Did you know the Christmas season ended for us Catholics yesterday with the The Baptism of Our Lord? I was going to get a few more carols strummed on my guitar last evening and ended up looking at photo albums instead. The pictures of our little children playing in this house and yard that we no longer own made me wistful. Our family is experiencing a time of transition and uncertainty.
I have so many emotions lately! That is always true with me, I'm afraid, though I am trying harder not to be led by my feelings and not to let them spill forth from my mouth - that is my perpetual resolution for self-improvement, and I don't need a fresh year to remind me of it.
Aside from emotions I had many small revelations and minor disappointments this past Christmas season. This last Sunday was the feast of the Epiphany commemorating the visit of the Three Wise Men and the revelation of the Messiah to the Gentiles. Epiphany is a great feast and an important one to me. I love the story of the wise men. I am grateful to be a Gentile who has seen the light. But this last feast day found me not altogether happy with every change that has occurred in our family life these past months nor entirely without fear when I try to plan for our future. Where will our own star lead us?
On a more frivolous note, because I am currently employed in retail and often work weekends, I was unable to have friends over or prepare all the usual yeast breads, cakes, and gingerbread camel cookies that I typically do, and I may have even cried about it - mostly because I just really wanted some homemade bread to stuff in my face while spending time with people I love!
On the way home from work that evening I found Rosca de Reyes at Walmart to serve my family for the special occasion, and I played We Three Kings and O Holy Night on my guitar at the dinner table. It was still a celebration, just not the one I hoped to have. Yet, my oldest son Berto made sugar camel cookies all by himself for the family, for me. He also, with Papa's help, made the cookies for Santa this year, and can you imagine how proud these efforts made me? They were very good cookies, too.
Beyond the revelation that my son may enjoy baking like me, I had other important epiphanies this past December.
While preparing one morning to read at church for the fourth Sunday of Advent, I read the Gospel passage where Gabriel visits Zechariah and greets him thus:
Do not be afraid, Zechariah, for your prayer has been heard. Your wife Elizabeth will bear you a son, and you shall name him John. And you will have joy and gladness, and many will rejoice at his birth, for he will be great in the sight of the Lord.
Zechariah later responds:
How shall I know this? For I am an old man, and my wife is advanced in years.
Then Gabriel replies:
I am Gabriel, who stand before God. I was sent to speak to you and to announce this good news. But now you will be speechless and unable to talk until the day these things take place, because you did not believe my words, which will be fulfilled at their proper time.
Never before had I been so fascinated with this passage! Often have I overlooked it in favor of that greater announcement that Gabriel makes to a young woman named Mary, but several things struck me quite powerfully this time. Why, oh why, did Zechariah question the answer to his prayer, no doubt a prayer that he made fervently and doggedly for years in hope of God's reply? Could it be that by the time Gabriel visited Zechariah, Zechariah had long since given up on this prayer, on uttering his pleas, and resigned himself to God's silence or a definitive "no" from the Most High? Why else argue with an angel, God's messenger? For Gabriel specifically said, "your prayer has been heard"?
I don't know the answer, but I find the whole thing very, very interesting, and as someone who has sometimes felt like God's 11th hour baby - haven't we all? - when it comes to prayer life, it bolsters my faith - and also encourages me not to argue with God's messengers when they come at their proper time.
The other small revelation I had came from a conversation I had with my friend Dana. We were speaking about the suffering we see in the world, and she brought up that old saying, "God doesn't give you more than you can handle". Dana added something like this: "But he gives you right up to that limit."
I told her I felt the saying was trite and added, " Sometimes I see people, and I think they have more than they can handle."
Later in the car - again on the way to or from work - I was thinking about my own response and feeling a little appalled by my own cynicism. My speech was not hopeful or encouraging, probably because my family was having a rough few days - mostly my fault, I must say. In the car it occurred to me that, yes, perhaps that old saying did need a bit of editing but it was not to be discarded like stale dessert, for if one just adds a few more words, I think it makes sense to me:
God doesn't give you more than you can handle [with His grace].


# ASSIGNMENT:
Restate word for word the entries below, starting with the line with "At what (x,y)" and continuing through the line with "What do you see at coordinates (491, 29)". Include both of those lines and no others.

▬▬▬▬▬▬▬▬▬▬

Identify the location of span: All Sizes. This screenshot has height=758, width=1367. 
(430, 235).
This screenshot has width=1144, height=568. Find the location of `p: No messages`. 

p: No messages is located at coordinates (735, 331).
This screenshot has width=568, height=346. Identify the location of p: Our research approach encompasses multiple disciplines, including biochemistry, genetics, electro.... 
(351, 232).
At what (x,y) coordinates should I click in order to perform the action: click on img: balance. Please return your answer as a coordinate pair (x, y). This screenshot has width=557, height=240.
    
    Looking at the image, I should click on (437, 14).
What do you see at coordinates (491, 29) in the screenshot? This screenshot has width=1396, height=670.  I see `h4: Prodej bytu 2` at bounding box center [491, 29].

▬▬▬▬▬▬▬▬▬▬

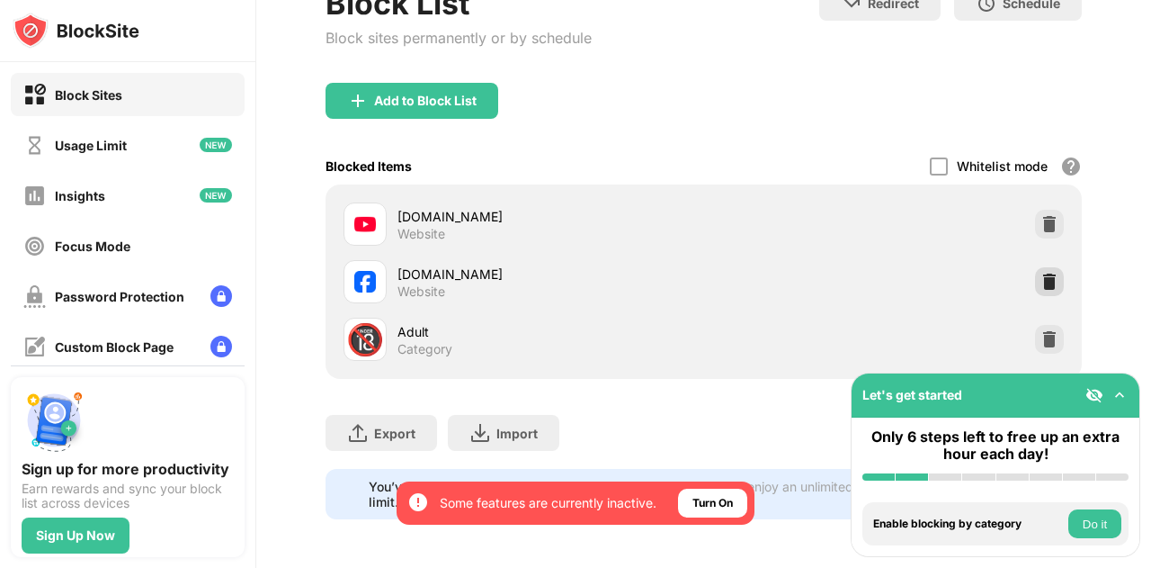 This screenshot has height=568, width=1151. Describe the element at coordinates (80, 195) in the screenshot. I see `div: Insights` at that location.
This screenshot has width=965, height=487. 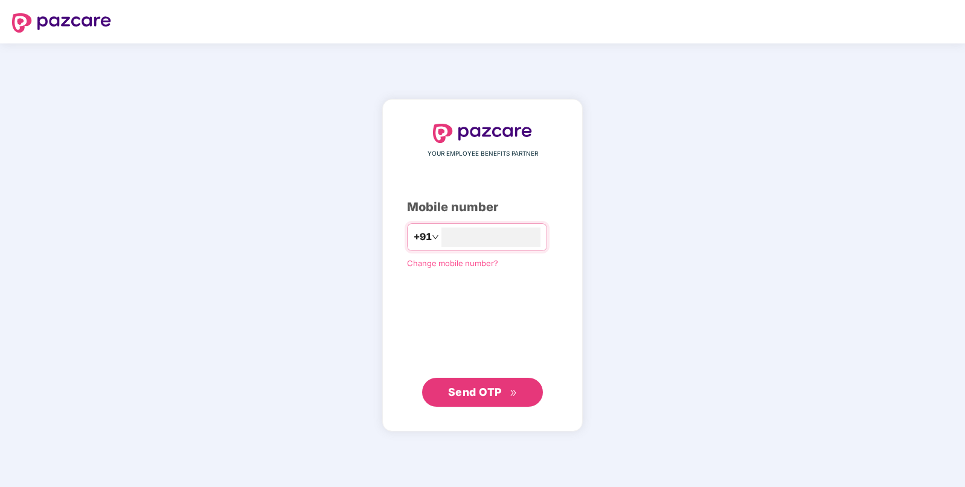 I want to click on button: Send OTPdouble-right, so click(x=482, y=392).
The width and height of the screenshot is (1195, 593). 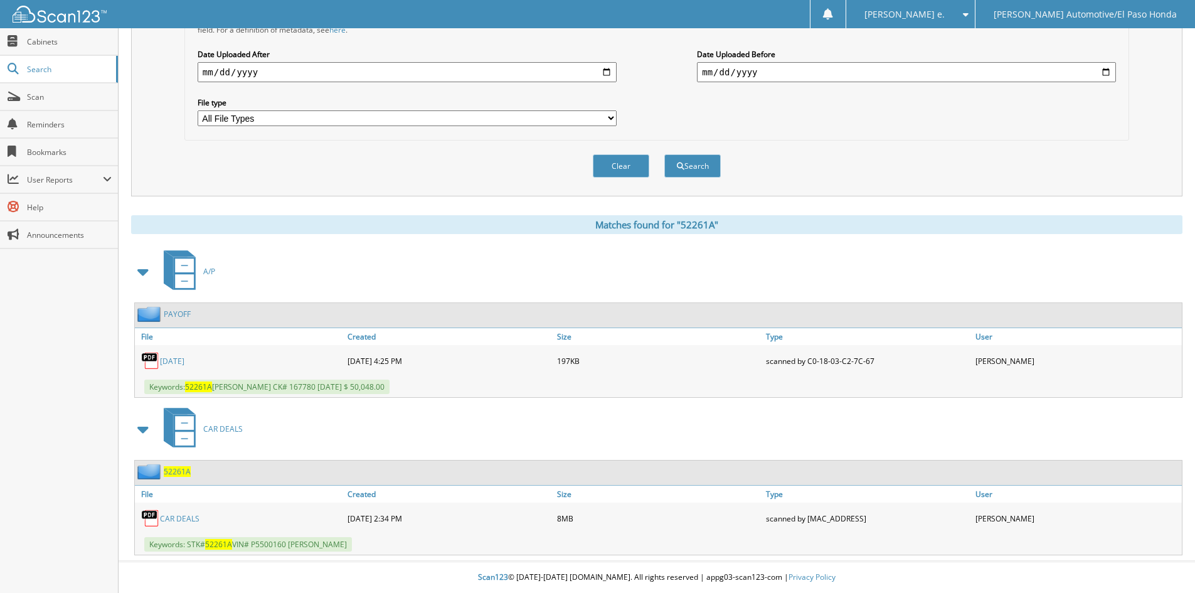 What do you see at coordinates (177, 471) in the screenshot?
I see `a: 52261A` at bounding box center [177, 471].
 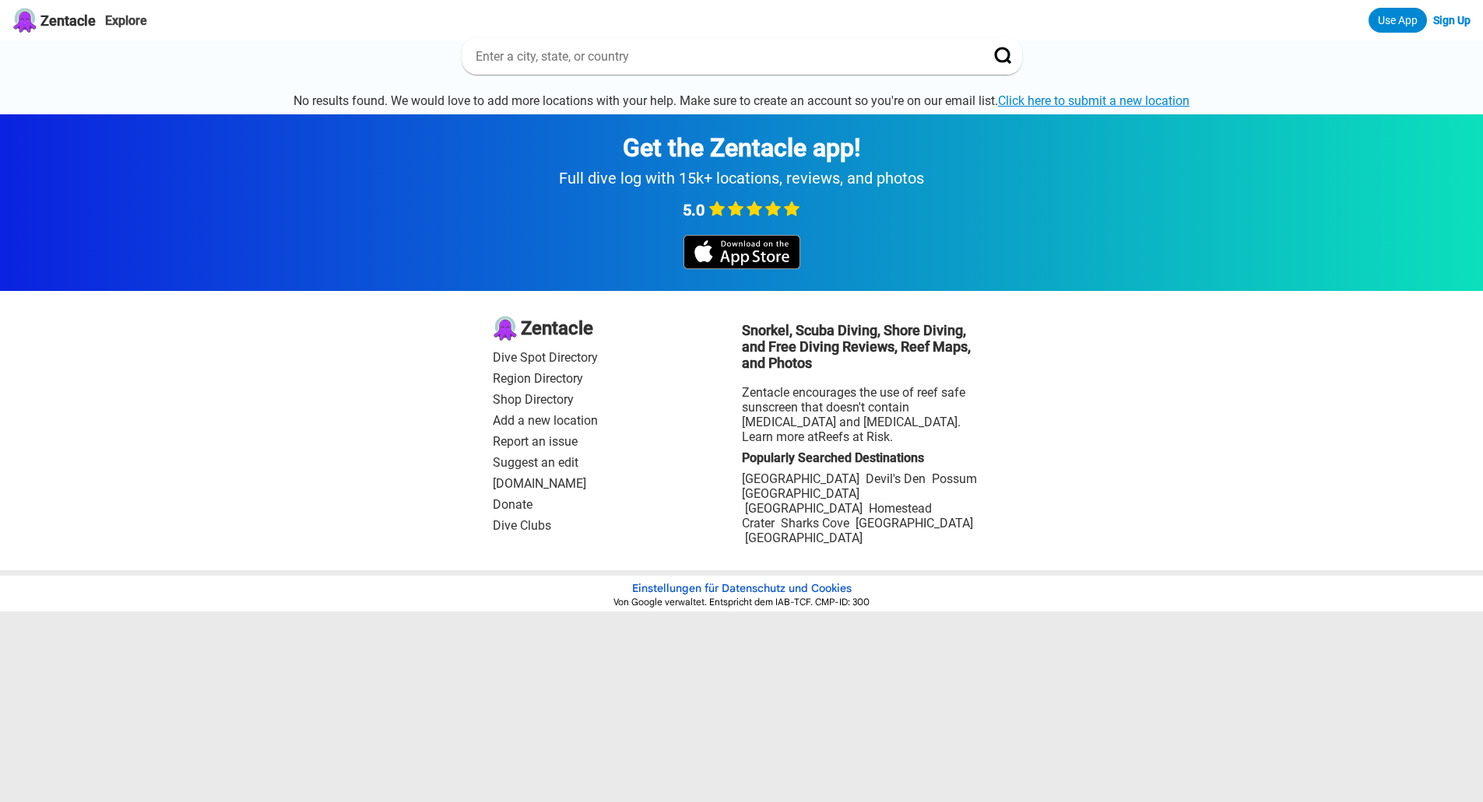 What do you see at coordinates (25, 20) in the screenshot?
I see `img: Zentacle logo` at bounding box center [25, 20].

▬▬▬▬▬▬▬▬▬▬

# RESULT FOR THIS EXERCISE:
At what (x,y) coordinates should I click in order to perform the action: click on img: balance. Please return your answer as a coordinate pair (x, y). This screenshot has width=557, height=240.
    
    Looking at the image, I should click on (437, 14).
What do you see at coordinates (491, 29) in the screenshot? This screenshot has width=1396, height=670.  I see `h4: Prodej bytu 2` at bounding box center [491, 29].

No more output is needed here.